How Anti-Fascism United French Women Pacifists With Tunisia’s Independence Movement

An Unexpected Solidarity

In the 1930s, a group of French women pacifists in Tunisia fighting against fascism began to see the oppression of French rule up close — and became allies of the country’s independence movement.

The Lost Daughters of Bousbir

The Lost Daughters of Bousbir

In 1930s Casablanca, a walled district called Bousbir drew European tourists with promises of “exotic” pleasure. But behind its ornate gates, hundreds of Moroccan women and girls were imprisoned by the French colonial authorities. Their stories are preserved in the desperate letters of families who tried to free them.

The Forgotten Photographs of Iraq’s Yazidis

The Forgotten Photographs of Iraq’s Yazidis

Buried for 90 years, a cache of Yazidi photographs has become a bridge between the Iraqi community’s past and today.

The Magic of Egypt in Interwar Britain

The Magic of Egypt in Interwar Britain

Ancient Egypt was at the heart of the occultism that flourished in Britain early in the 20th century.

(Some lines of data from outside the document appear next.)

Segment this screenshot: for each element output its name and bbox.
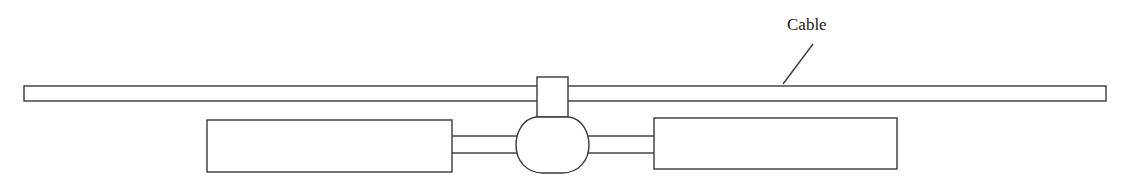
cable-leader-line xyxy=(783,44,813,84)
right-arm xyxy=(584,136,655,153)
left-box xyxy=(207,120,452,172)
right-box xyxy=(654,118,897,169)
clamp xyxy=(537,77,568,117)
cable-label: Cable xyxy=(787,15,827,34)
left-arm xyxy=(451,136,521,153)
cable-diagram: Cable xyxy=(0,0,1134,184)
central-body xyxy=(516,117,589,173)
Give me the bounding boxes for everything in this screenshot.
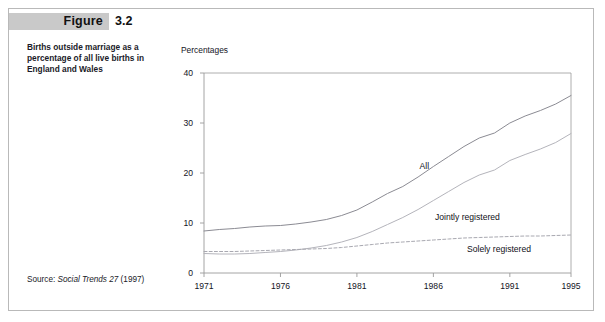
x-tick-label: 1986	[413, 281, 453, 291]
y-axis-title: Percentages	[181, 45, 228, 55]
y-tick-label: 40	[171, 68, 193, 78]
x-tick-label: 1991	[490, 281, 530, 291]
figure-frame: Figure 3.2 Births outside marriage as a …	[8, 8, 594, 311]
series-label-all: All	[420, 161, 430, 171]
y-tick-label: 30	[171, 118, 193, 128]
y-tick-label: 20	[171, 168, 193, 178]
series-group	[204, 96, 571, 255]
y-tick-label: 0	[171, 268, 193, 278]
x-tick-label: 1981	[337, 281, 377, 291]
x-tick-label: 1971	[184, 281, 224, 291]
series-label-jointly-registered: Jointly registered	[435, 212, 500, 222]
y-tick-label: 10	[171, 218, 193, 228]
x-tick-label: 1995	[551, 281, 591, 291]
series-label-solely-registered: Solely registered	[467, 244, 531, 254]
x-tick-label: 1976	[260, 281, 300, 291]
line-chart: Percentages 0102030401971197619811986199…	[9, 9, 595, 312]
series-line-all	[204, 96, 571, 232]
plot-canvas	[9, 9, 595, 312]
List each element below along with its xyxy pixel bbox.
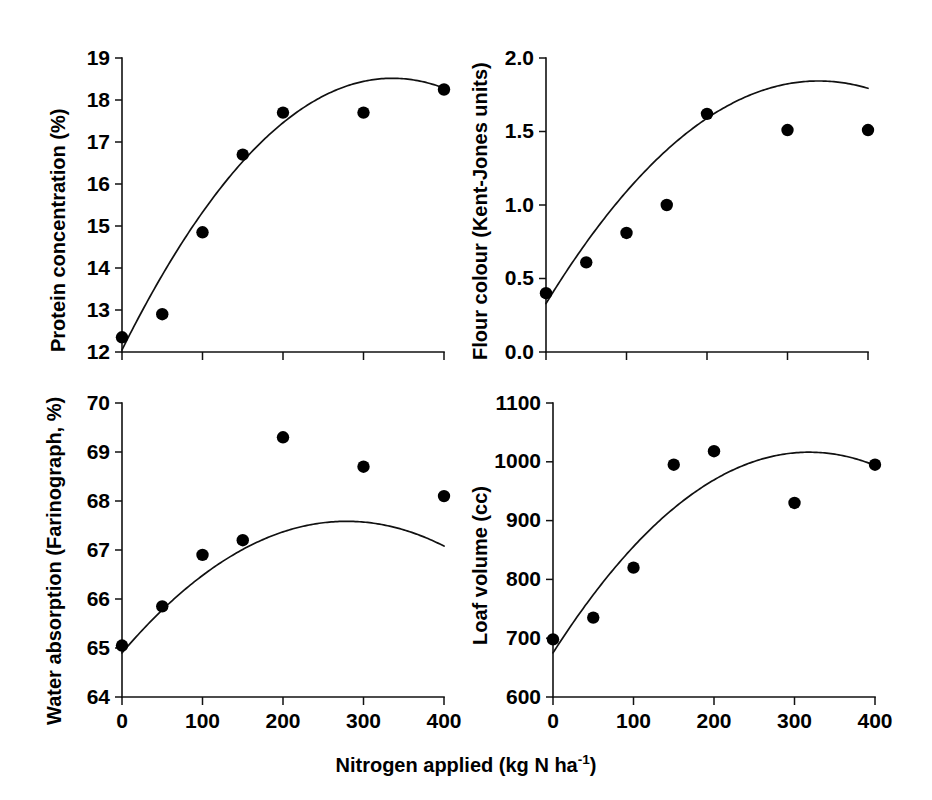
panel-protein-concentration: 1213141516171819Protein concentration (%… <box>0 0 466 400</box>
data-point <box>156 308 168 320</box>
y-tick-label: 67 <box>87 538 110 561</box>
data-point <box>237 534 249 546</box>
y-tick-label: 0.5 <box>505 266 535 289</box>
data-point <box>547 633 559 645</box>
fitted-curve <box>122 521 444 653</box>
data-point <box>620 227 632 239</box>
data-point <box>277 106 289 118</box>
x-tick-label: 0 <box>547 709 559 732</box>
y-axis-title: Water absorption (Farinograph, %) <box>44 397 64 725</box>
data-point <box>701 108 713 120</box>
panel-loaf-volume: 600700800900100011000100200300400Loaf vo… <box>430 345 932 765</box>
panel-water-absorption: 646566676869700100200300400Water absorpt… <box>0 345 466 765</box>
x-tick-label: 400 <box>857 709 892 732</box>
data-point <box>196 226 208 238</box>
data-point <box>156 600 168 612</box>
x-tick-label: 200 <box>696 709 731 732</box>
data-point <box>587 611 599 623</box>
data-point <box>788 497 800 509</box>
data-point <box>237 148 249 160</box>
y-tick-label: 64 <box>87 685 111 708</box>
data-point <box>277 431 289 443</box>
data-point <box>708 445 720 457</box>
y-tick-label: 600 <box>506 685 541 708</box>
y-tick-label: 14 <box>87 256 111 279</box>
y-tick-label: 16 <box>87 172 110 195</box>
data-point <box>580 256 592 268</box>
data-point <box>668 459 680 471</box>
y-axis-title: Protein concentration (%) <box>48 109 68 352</box>
data-point <box>862 124 874 136</box>
y-tick-label: 69 <box>87 440 110 463</box>
y-tick-label: 19 <box>87 46 110 69</box>
data-point <box>116 331 128 343</box>
y-tick-label: 800 <box>506 567 541 590</box>
data-point <box>357 106 369 118</box>
y-tick-label: 900 <box>506 508 541 531</box>
y-tick-label: 17 <box>87 130 110 153</box>
x-tick-label: 100 <box>616 709 651 732</box>
y-tick-label: 15 <box>87 214 111 237</box>
y-tick-label: 68 <box>87 489 111 512</box>
x-tick-label: 300 <box>777 709 812 732</box>
panel-flour-colour: 0.00.51.01.52.0Flour colour (Kent-Jones … <box>430 0 932 400</box>
fitted-curve <box>122 78 444 350</box>
x-tick-label: 200 <box>265 709 300 732</box>
plot-area-bottom-right: 600700800900100011000100200300400 <box>430 345 932 765</box>
x-tick-label: 100 <box>185 709 220 732</box>
x-axis-title-prefix: Nitrogen applied (kg N ha <box>335 754 577 776</box>
y-tick-label: 2.0 <box>505 46 534 69</box>
data-point <box>540 287 552 299</box>
y-tick-label: 13 <box>87 298 110 321</box>
x-axis-title-exponent: -1 <box>578 752 590 767</box>
y-tick-label: 1100 <box>495 391 541 414</box>
y-tick-label: 65 <box>87 636 111 659</box>
data-point <box>869 459 881 471</box>
y-tick-label: 1.5 <box>505 119 535 142</box>
x-tick-label: 0 <box>116 709 128 732</box>
data-point <box>196 549 208 561</box>
plot-area-bottom-left: 646566676869700100200300400 <box>0 345 466 765</box>
data-point <box>116 639 128 651</box>
y-tick-label: 66 <box>87 587 110 610</box>
y-tick-label: 1000 <box>494 449 541 472</box>
data-point <box>357 461 369 473</box>
x-axis-title: Nitrogen applied (kg N ha-1) <box>0 755 932 775</box>
y-tick-label: 70 <box>87 391 110 414</box>
y-tick-label: 700 <box>506 626 541 649</box>
x-tick-label: 300 <box>346 709 381 732</box>
fitted-curve <box>553 452 875 653</box>
y-axis-title: Flour colour (Kent-Jones units) <box>470 62 490 360</box>
figure-canvas: 1213141516171819Protein concentration (%… <box>0 0 932 800</box>
y-tick-label: 18 <box>87 88 111 111</box>
x-axis-title-suffix: ) <box>590 754 597 776</box>
y-axis-title: Loaf volume (cc) <box>470 486 490 645</box>
data-point <box>627 561 639 573</box>
data-point <box>781 124 793 136</box>
y-tick-label: 1.0 <box>505 193 534 216</box>
data-point <box>661 199 673 211</box>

The stories of two magicians who were shaped by this association — Aleister Crowley and Rollo Ahmed — reveal much about what the period’s magic meant to the men and women who practised it.

How To Kill Subversives and Get Away With It

How To Kill Subversives and Get Away With It

America’s role in war crimes in Colombia decades ago may shed light on how far the Trump administration could go to subvert U.S. and international laws pertaining to the use of military force against civilians at home.

Environmental Disaster and Hopeful Revival in Central Asia

Environmental Disaster and Hopeful Revival in Central Asia

The dried-up Aral Sea tells a story about decisions made in the past, but it is also the site of countless choices in our present: what kinds of economies we prioritize, what forms of nature we value and what we want our future to look like.

Haile Selassie’s Band of Armenian Orphans

Haile Selassie’s Band of Armenian Orphans

Armenians the world over remember their close link with Ethiopia, symbolized by the royal adoption of 40 orphan musicians. The legacy of this act endures: Ethiopian music, exported around the world, still reflects this Armenian influence.